When Reputation Isn’t Enough: Outcome-Based Rankings for Smarter Litigation Choices
Choosing outside counsel is one of the highest-stakes decisions a litigant makes—and one of the noisiest. Buyers of legal services mostly rely on familiar signals like prestige, firm size, and revenue, captured in popular law firm rankings, to narrow the field. Those signals are abundant and easy to cite, but our new study in Nature Computational Science shows they tell us surprisingly little about who actually wins in court. When we compared popular reputation/size/revenue lists to empirical litigation results, the correlation with courtroom success was near zero. We introduce an outcome-based, data-driven approach built from over 60,000 case results which predicts the winning side far better—about 60% accuracy on balanced test sets—offering a sharper lens on advocacy performance than brand gravity alone.

What Changed: AI Can Read the Record
This research was made possible by the new reality of AI-enabled legal data. Until recently, extracting reliable, structured information from judicial opinions or other legal data at scale was prohibitively labor-intensive. We can now use AI information extraction systems to parse unstructured text with enough fidelity to support serious empirical analysis. In our work, we use empirical data to model each lawsuit as a competitive, asymmetric game between plaintiff and defense counsel, adjusting for case-type differences and the well-documented baseline advantage defendants often enjoy. From those observed head-to-head results, we infer each firm’s latent skill—an outcome-anchored signal that can be updated as new cases resolve.
Implications for Corporate Counsel
Why does this matter in practice? For in-house teams, it means counsel selection can be grounded in evidence that’s truly fit-for-purpose. Instead of defaulting to the largest or most storied brand, a GC can ask: which firms have the strongest demonstrated track record for this kind of matter, on this side of the “v,” in this forum? Outcome-based analytics don’t replace the nuanced considerations—strategy, conflicts, cost, chemistry—but they inject a much-needed empirical prior into the decision. That, in turn, can improve both selection and settlement dynamics in the shadow of expected results.
Labor-Market Signals for Lawyers
The benefits extend to lawyers themselves. For laterals and newer attorneys, reputation proxies tend to amplify incumbency: big names get bigger, while under-the-radar excellence is hard to surface. A transparent, practice-area-level performance signal helps articulate real value, identify the right platform, and assemble teams where complementary strengths compound. Firms can spot overlooked talent pools, and lawyers can demonstrate impact beyond the soft glow of a marquee brand.
Law Firm Rankings for Access-to-Justice
There’s also an access-to-justice dimension. Repeat players with deep market memory already know who’s effective where; first-time or infrequent litigants usually don’t. Making evidence-based indicators widely available levels that informational playing field. When a small business or individual can see which firms actually deliver results in comparable matters, they are better positioned to choose capable counsel and to negotiate credibly—outcomes that matter even if a case never reaches a verdict.
One Metric Isn’t Everything
It’s important to say what we are not claiming. Litigation performance is broader than trial outcomes. Clients care about settlement quality, total cost and speed, business-savvy advice, ethical practice, and client experience. Our empirical point is narrower: revenue, size, and reputation are poor predictors of courtroom results, so they’re unlikely to be the right proxies for other dimensions of excellence either. The remedy isn’t to idolize one metric, but to systematically measure more of what matters. We hope this work helps catalyze that broader agenda: outcome-based measures for different stages of a case, richer models of settlement, time-to-resolution and cost, team-composition effects, judicial factors, and ultimately client value.
Toward a science of law
Stepping back, the larger story is methodological. AI is beginning to unlock legal text at scale, letting us ask questions that were previously infeasible. That enables a more empirical, cumulative inquiry into advocacy and institutions—approaching the Holmesian ideal of law as a science. With better data and transparent methods, we can move beyond lore and toward accountable, testable claims about what works, where, and why.
What’s next
To make that progress collective, we’re releasing our data and code so others can audit, stress-test, and extend the approach. If you’re a GC exploring evidence-based counsel selection, a firm leader interested in building outcome-aware teams, or a researcher probing settlement dynamics and forum effects, we’d love to compare notes. Reputation will always play a role in the legal market—but it shouldn’t be mistaken for results. Outcome-based analytics give us a clearer baseline. From there, we can start measuring and improving what really counts. At CodeX, we’re deeply excited about how AI can structure and enrich legal data to unlock new insights. Legal analytics is one of our core initiatives, and we invite collaborators from industry, academia, and the public sector.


Prompt
Return all the lines below in which the string "function" appears.

Extracted material
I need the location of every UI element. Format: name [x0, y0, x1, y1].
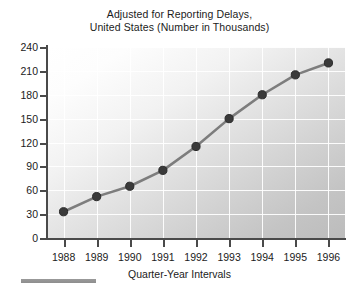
y-axis-tick-label: 60 [0, 185, 38, 195]
data-point [126, 182, 134, 190]
chart-title-line-2: United States (Number in Thousands) [0, 21, 359, 34]
chart-title: Adjusted for Reporting Delays, United St… [0, 8, 359, 34]
series-markers [59, 59, 332, 216]
x-axis-tick-label: 1996 [305, 252, 351, 263]
data-point [159, 166, 167, 174]
x-axis-tick [196, 240, 198, 247]
x-axis-tick [97, 240, 99, 247]
y-axis-tick [40, 95, 47, 97]
y-axis-tick-label: 0 [0, 233, 38, 243]
x-axis-tick [163, 240, 165, 247]
y-axis-tick [40, 214, 47, 216]
x-axis-tick [130, 240, 132, 247]
data-point [93, 193, 101, 201]
y-axis-tick-label: 120 [0, 138, 38, 148]
x-axis-tick [262, 240, 264, 247]
data-point [258, 91, 266, 99]
y-axis-tick-label: 210 [0, 66, 38, 76]
chart-title-line-1: Adjusted for Reporting Delays, [0, 8, 359, 21]
y-axis-tick [40, 47, 47, 49]
data-point [59, 208, 67, 216]
x-axis-tick [328, 240, 330, 247]
data-point [291, 71, 299, 79]
y-axis-tick-label: 90 [0, 161, 38, 171]
y-axis-tick-label: 240 [0, 42, 38, 52]
chart-figure: Adjusted for Reporting Delays, United St… [0, 0, 359, 292]
y-axis-tick [40, 143, 47, 145]
data-series-layer [47, 47, 345, 238]
data-point [225, 115, 233, 123]
y-axis-tick [40, 71, 47, 73]
x-axis-tick [295, 240, 297, 247]
footer-rule [21, 279, 96, 283]
x-axis-tick [64, 240, 66, 247]
data-point [324, 59, 332, 67]
y-axis-tick-label: 180 [0, 90, 38, 100]
y-axis-tick-label: 30 [0, 209, 38, 219]
y-axis-tick [40, 166, 47, 168]
plot-area [47, 47, 345, 238]
series-line [64, 63, 329, 212]
y-axis-tick-label: 150 [0, 114, 38, 124]
data-point [192, 142, 200, 150]
y-axis-tick [40, 190, 47, 192]
y-axis-tick [40, 238, 47, 240]
x-axis-tick [229, 240, 231, 247]
y-axis-tick [40, 119, 47, 121]
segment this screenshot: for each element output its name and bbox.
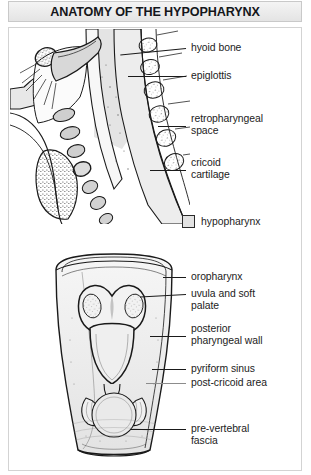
figure-title-bar: ANATOMY OF THE HYPOPHARYNX <box>8 1 302 22</box>
tracheal-rings <box>80 178 114 224</box>
prevertebral-soft-tissue <box>114 29 186 224</box>
posterior-pharynx-illustration <box>38 248 190 466</box>
anatomy-figure: ANATOMY OF THE HYPOPHARYNX <box>0 0 311 475</box>
page-title: ANATOMY OF THE HYPOPHARYNX <box>50 5 260 19</box>
sagittal-section-illustration <box>10 29 190 224</box>
hypopharynx-legend-swatch-icon <box>182 215 195 228</box>
hypopharynx-legend-label: hypopharynx <box>201 215 261 228</box>
post-cricoid-area-structure <box>92 393 136 437</box>
thyroid-gland <box>36 150 77 219</box>
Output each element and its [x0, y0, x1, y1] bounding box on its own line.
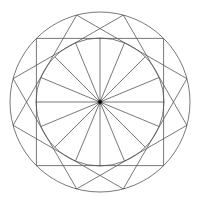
spoke — [55, 102, 100, 147]
spoke — [55, 57, 100, 102]
spoke — [100, 57, 145, 102]
center-dot — [98, 100, 102, 104]
spoke — [100, 102, 145, 147]
geometric-star-figure — [0, 0, 201, 205]
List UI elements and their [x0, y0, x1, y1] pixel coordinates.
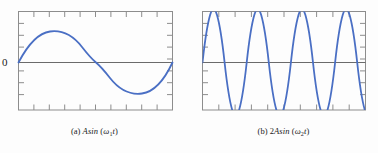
plot-panel-a: 0 (a) Asin (ω1t) — [0, 0, 189, 153]
plot-panel-b: 0 (b) 2Asin (ω2t) — [189, 0, 378, 153]
caption-a-subscript: 1 — [109, 130, 112, 137]
caption-a: (a) Asin (ω1t) — [0, 126, 189, 136]
caption-a-function: sin — [88, 126, 98, 136]
caption-b: (b) 2Asin (ω2t) — [189, 126, 378, 136]
caption-b-prefix: (b) — [258, 126, 268, 136]
caption-b-subscript: 2 — [301, 130, 304, 137]
caption-b-variable: t — [304, 126, 306, 136]
plot-a-zero-label: 0 — [2, 57, 8, 68]
caption-b-omega: ω — [295, 126, 301, 136]
plot-a-frame — [19, 12, 173, 111]
figure-container: 0 (a) Asin (ω1t) — [0, 0, 378, 153]
caption-b-amplitude: 2A — [270, 126, 280, 136]
caption-b-function: sin — [279, 126, 289, 136]
plot-b-frame — [203, 12, 366, 111]
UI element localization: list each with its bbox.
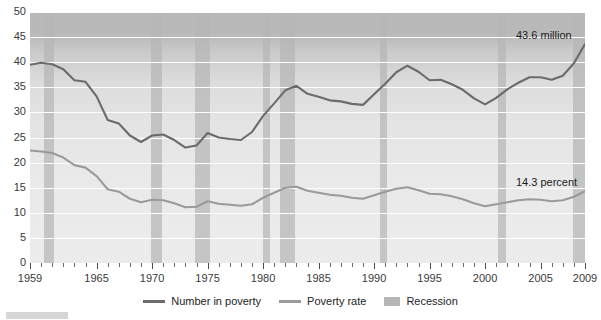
y-axis-tick-label: 45 [2,31,26,42]
x-axis-major-tick [541,263,542,269]
y-axis-tick-label: 5 [2,232,26,243]
x-axis-minor-tick [407,263,408,267]
x-axis-minor-tick [52,263,53,267]
x-axis-major-tick [585,263,586,269]
x-axis: 1959196519701975198019851990199520002005… [30,263,586,293]
x-axis-minor-tick [163,263,164,267]
plot-area [30,12,585,263]
x-axis-tick-label: 1959 [18,272,42,284]
legend-swatch-line [143,300,165,303]
poverty-chart-figure: 05101520253035404550 43.6 million14.3 pe… [0,0,601,320]
poverty-rate-line [30,151,585,208]
x-axis-tick-label: 2009 [573,272,597,284]
y-axis-tick-label: 35 [2,81,26,92]
x-axis-minor-tick [119,263,120,267]
y-axis-tick-label: 15 [2,182,26,193]
legend-label: Number in poverty [171,295,261,307]
y-axis-tick-label: 0 [2,257,26,268]
x-axis-major-tick [374,263,375,269]
number-in-poverty-end-label: 43.6 million [516,29,572,41]
x-axis-major-tick [97,263,98,269]
x-axis-tick-label: 1985 [306,272,330,284]
x-axis-minor-tick [496,263,497,267]
series-svg [30,12,585,263]
x-axis-minor-tick [419,263,420,267]
x-axis-minor-tick [552,263,553,267]
x-axis-tick-label: 2005 [528,272,552,284]
x-axis-minor-tick [296,263,297,267]
x-axis-tick-label: 1990 [362,272,386,284]
x-axis-minor-tick [574,263,575,267]
x-axis-minor-tick [341,263,342,267]
x-axis-minor-tick [274,263,275,267]
x-axis-major-tick [208,263,209,269]
legend-swatch-line [279,300,301,303]
x-axis-minor-tick [441,263,442,267]
x-axis-minor-tick [396,263,397,267]
legend-label: Recession [406,295,457,307]
number-in-poverty-line [30,44,585,147]
x-axis-minor-tick [452,263,453,267]
x-axis-minor-tick [330,263,331,267]
x-axis-tick-label: 1980 [251,272,275,284]
legend-swatch-band [384,297,400,306]
x-axis-minor-tick [230,263,231,267]
y-axis-tick-label: 10 [2,207,26,218]
x-axis-tick-label: 2000 [473,272,497,284]
y-axis-tick-label: 40 [2,56,26,67]
legend-item-recession: Recession [384,295,457,307]
x-axis-tick-label: 1965 [84,272,108,284]
x-axis-minor-tick [385,263,386,267]
series-layer [30,12,585,263]
y-axis-tick-label: 20 [2,157,26,168]
x-axis-major-tick [430,263,431,269]
x-axis-major-tick [485,263,486,269]
legend-item-poverty-rate: Poverty rate [279,295,366,307]
legend: Number in poverty Poverty rate Recession [0,292,601,310]
x-axis-minor-tick [108,263,109,267]
x-axis-tick-label: 1995 [417,272,441,284]
poverty-rate-end-label: 14.3 percent [516,176,577,188]
x-axis-minor-tick [219,263,220,267]
x-axis-minor-tick [507,263,508,267]
x-axis-minor-tick [285,263,286,267]
x-axis-minor-tick [463,263,464,267]
x-axis-major-tick [263,263,264,269]
x-axis-minor-tick [474,263,475,267]
x-axis-minor-tick [252,263,253,267]
y-axis-tick-label: 25 [2,132,26,143]
x-axis-tick-label: 1970 [140,272,164,284]
x-axis-minor-tick [185,263,186,267]
legend-item-number-in-poverty: Number in poverty [143,295,261,307]
y-axis-tick-label: 30 [2,106,26,117]
x-axis-minor-tick [63,263,64,267]
footer-bar [6,312,68,319]
x-axis-minor-tick [74,263,75,267]
cropped-top-text [0,0,601,5]
x-axis-minor-tick [197,263,198,267]
x-axis-minor-tick [308,263,309,267]
x-axis-minor-tick [563,263,564,267]
x-axis-minor-tick [41,263,42,267]
x-axis-minor-tick [86,263,87,267]
x-axis-minor-tick [518,263,519,267]
y-axis-tick-label: 50 [2,6,26,17]
x-axis-major-tick [319,263,320,269]
x-axis-tick-label: 1975 [195,272,219,284]
x-axis-major-tick [30,263,31,269]
x-axis-minor-tick [352,263,353,267]
legend-label: Poverty rate [307,295,366,307]
x-axis-minor-tick [241,263,242,267]
x-axis-major-tick [152,263,153,269]
x-axis-minor-tick [363,263,364,267]
y-axis: 05101520253035404550 [0,0,26,280]
x-axis-minor-tick [530,263,531,267]
x-axis-minor-tick [141,263,142,267]
x-axis-minor-tick [130,263,131,267]
x-axis-minor-tick [174,263,175,267]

Final answer
caption-a-function: sin — [88, 126, 98, 136]
caption-b-function: sin — [279, 126, 289, 136]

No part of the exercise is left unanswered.